Incidentally the ridiculously long meshing times needed for the pipe geometry is clearly due to the shape being waaay out there. Move it closer to (0,0,0) and that part becomes much quicker. There is an outstanding bug report for this, I do not know when this will be fixed. (RH-37732)

GH_script_origin.gh (36.6 KB)

Hi all,

Thanks for the replies

I have been away from GH for a looong time. I have obviously forgot some of the basic components - such as the simplify curve component … Simplify curve and the fillet component did the trick

Quick question: Does RH/GH have something similar to Revits “project base point”?

Quick question: Does RH/GH have something similar to Revits “project base point”?

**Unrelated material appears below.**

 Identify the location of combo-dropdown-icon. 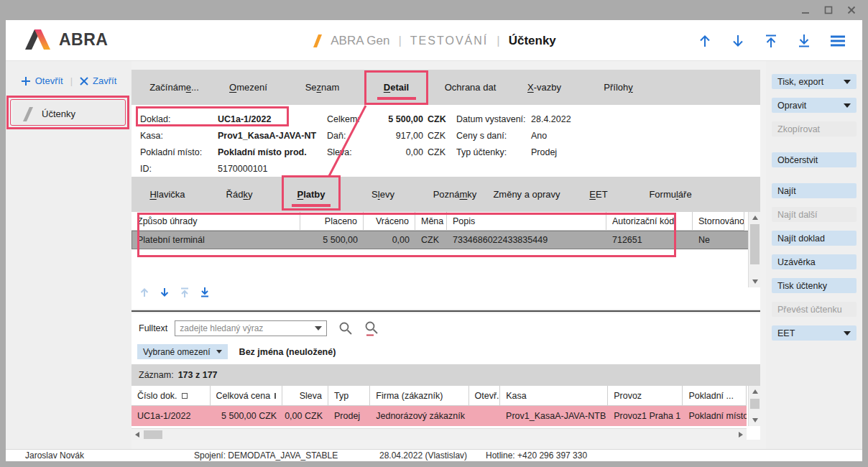
(318, 328).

I’ve recently been looking into this relationship, (I imagine your question might be along the same lines…working with imported geometry from “geo-refereced” drawings, Civil3D or something), and aligning them in Revit.
I think the short answer is…kind of. The Rhino drawings base point, (which technically can be set to anything), I think…corresponds to Revit’s project base point. This is not to say that the units/scale will be correct. It also doesn’t account for the relationship between Rhino’s Earth Anchor Point, and Revit’s Survey Point. I am literally working on a few examples of this today. Hopefully I will find a few more definitive answers. IMHO, This topic might be worthy of a new thread.